Pharmacist prescribers Linda Bryant and Leanne Te Karu discuss positive polypharmacy for heart failure. Current evidence shows the intensive implementation of four medications offers the greatest benefit to most patients with heart failure, with significant reductions in cardiovascular mortality, heart failure hospitalisations and all-cause mortality
US Female Urology expert says surgical experience reduces risk of adverse outcomes from mesh devices
US Female Urology expert says surgical experience reduces risk of adverse outcomes from mesh devices
Leading United States Female Urology specialist, Professor Eric Rovneri, has expressed confidence in the use of a controversial female pelvic mesh product for stress urinary incontinence saying it is “an effective procedure” that has been “a boon for women’s health”.
Prof Rovner is in Melbourne to speak at the Urological Society of Australia and New Zealand’s Annual Scientific Meeting this week.
The Urological Society of Australia and New Zealand says specialists have noted the adverse publicity over complications from female pelvic mesh devices has impacted patient’s confidence in the most common and effective treatments for urinary stress incontinence, the mid urethral sling.
Female pelvic mesh products are at the centre of a class action by Australian 700 women against manufacturer Johnson & Johnson and a Federal Parliamentary Senate Enquiry.
In December the TGA (Therapeutic Goods Administration) banned transvaginal mesh products for prolapse and single incision mini slings for stress urinary incontinence. New Zealand regulators have imposed similar restricctions.
The mid urethral sling (MUS) has not been removed, however anti-mesh campaigners are calling for it to be banned as well.
In January Johnson & Johnson withdrew its mid urethral slings from the Australian market but other manufacturers’ versions of the product remain available.
In the United States, pelvic mesh has been the subject of that country’s largest, single class action with $3billion to date appropriated to settle and litigate cases.
Professor Rovner says female pelvic mesh products have not been banned in the US, but the FDA has issued warnings about prolapse mesh and single incision slings (mini-slings) putting them under tighter scrutiny and mandating a review to be funded by the manufacturers.
Professor Rovner says it is still unclear whether the complications relate specifically to the mesh itself or the denominator effect of the increasing number of cases using the product.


Requirement | Output all of the entries below precisely as written.

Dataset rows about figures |
....

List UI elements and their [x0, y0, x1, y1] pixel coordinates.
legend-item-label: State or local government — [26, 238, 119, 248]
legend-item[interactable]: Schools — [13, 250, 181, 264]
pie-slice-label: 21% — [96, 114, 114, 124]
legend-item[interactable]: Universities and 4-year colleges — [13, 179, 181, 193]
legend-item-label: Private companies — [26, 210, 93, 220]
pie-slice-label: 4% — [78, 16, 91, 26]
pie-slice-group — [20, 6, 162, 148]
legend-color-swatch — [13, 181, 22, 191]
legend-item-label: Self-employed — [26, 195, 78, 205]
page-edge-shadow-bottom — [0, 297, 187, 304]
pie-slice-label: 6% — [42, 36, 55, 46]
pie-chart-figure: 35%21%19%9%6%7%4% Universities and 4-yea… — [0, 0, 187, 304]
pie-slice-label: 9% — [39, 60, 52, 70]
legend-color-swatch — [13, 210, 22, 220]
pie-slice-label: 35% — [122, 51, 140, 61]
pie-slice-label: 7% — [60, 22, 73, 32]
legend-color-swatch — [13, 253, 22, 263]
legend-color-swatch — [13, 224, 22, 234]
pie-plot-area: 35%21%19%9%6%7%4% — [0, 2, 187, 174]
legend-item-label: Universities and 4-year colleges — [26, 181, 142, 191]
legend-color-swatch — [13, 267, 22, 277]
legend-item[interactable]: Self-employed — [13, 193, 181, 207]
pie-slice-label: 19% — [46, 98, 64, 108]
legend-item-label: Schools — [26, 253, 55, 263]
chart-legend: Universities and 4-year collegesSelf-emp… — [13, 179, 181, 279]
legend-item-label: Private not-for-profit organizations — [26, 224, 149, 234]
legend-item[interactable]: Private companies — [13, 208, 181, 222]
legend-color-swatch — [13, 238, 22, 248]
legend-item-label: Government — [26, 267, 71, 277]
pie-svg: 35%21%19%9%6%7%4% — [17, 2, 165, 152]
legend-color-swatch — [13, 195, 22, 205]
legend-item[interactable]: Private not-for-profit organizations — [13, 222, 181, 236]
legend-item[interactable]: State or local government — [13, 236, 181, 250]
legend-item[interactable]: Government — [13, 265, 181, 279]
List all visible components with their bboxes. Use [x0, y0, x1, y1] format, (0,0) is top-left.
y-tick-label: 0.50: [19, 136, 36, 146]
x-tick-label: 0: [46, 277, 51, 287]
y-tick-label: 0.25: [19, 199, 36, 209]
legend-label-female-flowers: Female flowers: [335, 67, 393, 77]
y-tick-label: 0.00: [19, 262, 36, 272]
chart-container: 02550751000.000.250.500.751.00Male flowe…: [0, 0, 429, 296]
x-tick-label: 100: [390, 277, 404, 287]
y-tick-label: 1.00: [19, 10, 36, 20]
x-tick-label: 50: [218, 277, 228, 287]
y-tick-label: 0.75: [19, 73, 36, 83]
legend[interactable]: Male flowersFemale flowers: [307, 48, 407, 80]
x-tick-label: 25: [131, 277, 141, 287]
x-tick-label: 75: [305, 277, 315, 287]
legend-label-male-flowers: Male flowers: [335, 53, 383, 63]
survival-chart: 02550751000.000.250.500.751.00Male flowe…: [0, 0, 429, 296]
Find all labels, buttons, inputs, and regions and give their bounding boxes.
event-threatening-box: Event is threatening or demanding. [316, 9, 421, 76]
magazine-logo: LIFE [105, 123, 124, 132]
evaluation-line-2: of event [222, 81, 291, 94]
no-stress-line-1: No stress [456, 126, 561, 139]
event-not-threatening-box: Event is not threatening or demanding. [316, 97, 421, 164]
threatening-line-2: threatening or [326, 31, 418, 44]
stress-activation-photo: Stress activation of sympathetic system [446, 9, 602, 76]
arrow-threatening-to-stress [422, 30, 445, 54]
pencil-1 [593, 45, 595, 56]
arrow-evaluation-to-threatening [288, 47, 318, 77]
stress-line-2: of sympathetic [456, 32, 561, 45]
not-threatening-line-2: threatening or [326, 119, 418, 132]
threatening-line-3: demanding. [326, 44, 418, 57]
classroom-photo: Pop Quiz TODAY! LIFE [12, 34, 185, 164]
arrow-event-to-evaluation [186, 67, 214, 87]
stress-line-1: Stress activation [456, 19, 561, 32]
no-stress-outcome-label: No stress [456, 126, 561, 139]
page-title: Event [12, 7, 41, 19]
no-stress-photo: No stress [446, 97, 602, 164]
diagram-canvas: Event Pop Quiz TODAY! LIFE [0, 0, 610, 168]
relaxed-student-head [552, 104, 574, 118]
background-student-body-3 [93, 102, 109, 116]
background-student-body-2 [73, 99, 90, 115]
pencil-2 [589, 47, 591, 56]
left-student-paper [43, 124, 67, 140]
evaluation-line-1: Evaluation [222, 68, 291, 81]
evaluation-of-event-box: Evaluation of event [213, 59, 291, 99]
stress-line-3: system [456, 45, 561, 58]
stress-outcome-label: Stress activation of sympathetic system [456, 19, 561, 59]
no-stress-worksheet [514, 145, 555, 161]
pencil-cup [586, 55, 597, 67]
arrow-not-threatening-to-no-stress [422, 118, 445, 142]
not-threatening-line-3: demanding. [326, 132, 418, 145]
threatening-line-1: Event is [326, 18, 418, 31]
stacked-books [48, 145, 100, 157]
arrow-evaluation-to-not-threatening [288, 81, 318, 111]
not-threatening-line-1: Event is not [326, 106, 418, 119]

....

Response below |
List UI elements and their [x0, y0, x1, y1] pixel coordinates.
legend-item-label: State or local government — [26, 238, 119, 248]
legend-item[interactable]: Schools — [13, 250, 181, 264]
pie-slice-label: 21% — [96, 114, 114, 124]
legend-item[interactable]: Universities and 4-year colleges — [13, 179, 181, 193]
legend-item-label: Private companies — [26, 210, 93, 220]
pie-slice-label: 4% — [78, 16, 91, 26]
pie-slice-group — [20, 6, 162, 148]
legend-color-swatch — [13, 181, 22, 191]
legend-item-label: Self-employed — [26, 195, 78, 205]
page-edge-shadow-bottom — [0, 297, 187, 304]
pie-slice-label: 6% — [42, 36, 55, 46]
pie-chart-figure: 35%21%19%9%6%7%4% Universities and 4-yea… — [0, 0, 187, 304]
pie-slice-label: 9% — [39, 60, 52, 70]
legend-color-swatch — [13, 210, 22, 220]
pie-slice-label: 35% — [122, 51, 140, 61]
pie-slice-label: 7% — [60, 22, 73, 32]
legend-color-swatch — [13, 253, 22, 263]
legend-color-swatch — [13, 224, 22, 234]
pie-plot-area: 35%21%19%9%6%7%4% — [0, 2, 187, 174]
legend-item-label: Universities and 4-year colleges — [26, 181, 142, 191]
legend-color-swatch — [13, 267, 22, 277]
legend-item[interactable]: Self-employed — [13, 193, 181, 207]
pie-slice-label: 19% — [46, 98, 64, 108]
legend-item-label: Schools — [26, 253, 55, 263]
chart-legend: Universities and 4-year collegesSelf-emp… — [13, 179, 181, 279]
legend-item-label: Private not-for-profit organizations — [26, 224, 149, 234]
legend-item[interactable]: Private companies — [13, 208, 181, 222]
legend-color-swatch — [13, 238, 22, 248]
legend-item-label: Government — [26, 267, 71, 277]
pie-svg: 35%21%19%9%6%7%4% — [17, 2, 165, 152]
legend-color-swatch — [13, 195, 22, 205]
legend-item[interactable]: Private not-for-profit organizations — [13, 222, 181, 236]
legend-item[interactable]: State or local government — [13, 236, 181, 250]
legend-item[interactable]: Government — [13, 265, 181, 279]
List all visible components with their bboxes. Use [x0, y0, x1, y1] format, (0,0) is top-left.
y-tick-label: 0.50: [19, 136, 36, 146]
x-tick-label: 0: [46, 277, 51, 287]
y-tick-label: 0.25: [19, 199, 36, 209]
legend-label-female-flowers: Female flowers: [335, 67, 393, 77]
y-tick-label: 0.00: [19, 262, 36, 272]
chart-container: 02550751000.000.250.500.751.00Male flowe…: [0, 0, 429, 296]
x-tick-label: 100: [390, 277, 404, 287]
y-tick-label: 1.00: [19, 10, 36, 20]
x-tick-label: 50: [218, 277, 228, 287]
y-tick-label: 0.75: [19, 73, 36, 83]
legend[interactable]: Male flowersFemale flowers: [307, 48, 407, 80]
x-tick-label: 25: [131, 277, 141, 287]
x-tick-label: 75: [305, 277, 315, 287]
legend-label-male-flowers: Male flowers: [335, 53, 383, 63]
survival-chart: 02550751000.000.250.500.751.00Male flowe…: [0, 0, 429, 296]
Find all labels, buttons, inputs, and regions and give their bounding boxes.
event-threatening-box: Event is threatening or demanding. [316, 9, 421, 76]
magazine-logo: LIFE [105, 123, 124, 132]
evaluation-line-2: of event [222, 81, 291, 94]
no-stress-line-1: No stress [456, 126, 561, 139]
event-not-threatening-box: Event is not threatening or demanding. [316, 97, 421, 164]
threatening-line-2: threatening or [326, 31, 418, 44]
stress-activation-photo: Stress activation of sympathetic system [446, 9, 602, 76]
arrow-threatening-to-stress [422, 30, 445, 54]
pencil-1 [593, 45, 595, 56]
arrow-evaluation-to-threatening [288, 47, 318, 77]
stress-line-2: of sympathetic [456, 32, 561, 45]
not-threatening-line-2: threatening or [326, 119, 418, 132]
threatening-line-3: demanding. [326, 44, 418, 57]
classroom-photo: Pop Quiz TODAY! LIFE [12, 34, 185, 164]
arrow-event-to-evaluation [186, 67, 214, 87]
stress-line-1: Stress activation [456, 19, 561, 32]
no-stress-outcome-label: No stress [456, 126, 561, 139]
page-title: Event [12, 7, 41, 19]
no-stress-photo: No stress [446, 97, 602, 164]
diagram-canvas: Event Pop Quiz TODAY! LIFE [0, 0, 610, 168]
relaxed-student-head [552, 104, 574, 118]
background-student-body-3 [93, 102, 109, 116]
background-student-body-2 [73, 99, 90, 115]
pencil-2 [589, 47, 591, 56]
left-student-paper [43, 124, 67, 140]
evaluation-line-1: Evaluation [222, 68, 291, 81]
evaluation-of-event-box: Evaluation of event [213, 59, 291, 99]
stress-line-3: system [456, 45, 561, 58]
stress-outcome-label: Stress activation of sympathetic system [456, 19, 561, 59]
no-stress-worksheet [514, 145, 555, 161]
pencil-cup [586, 55, 597, 67]
arrow-not-threatening-to-no-stress [422, 118, 445, 142]
not-threatening-line-3: demanding. [326, 132, 418, 145]
threatening-line-1: Event is [326, 18, 418, 31]
stacked-books [48, 145, 100, 157]
arrow-evaluation-to-not-threatening [288, 81, 318, 111]
not-threatening-line-1: Event is not [326, 106, 418, 119]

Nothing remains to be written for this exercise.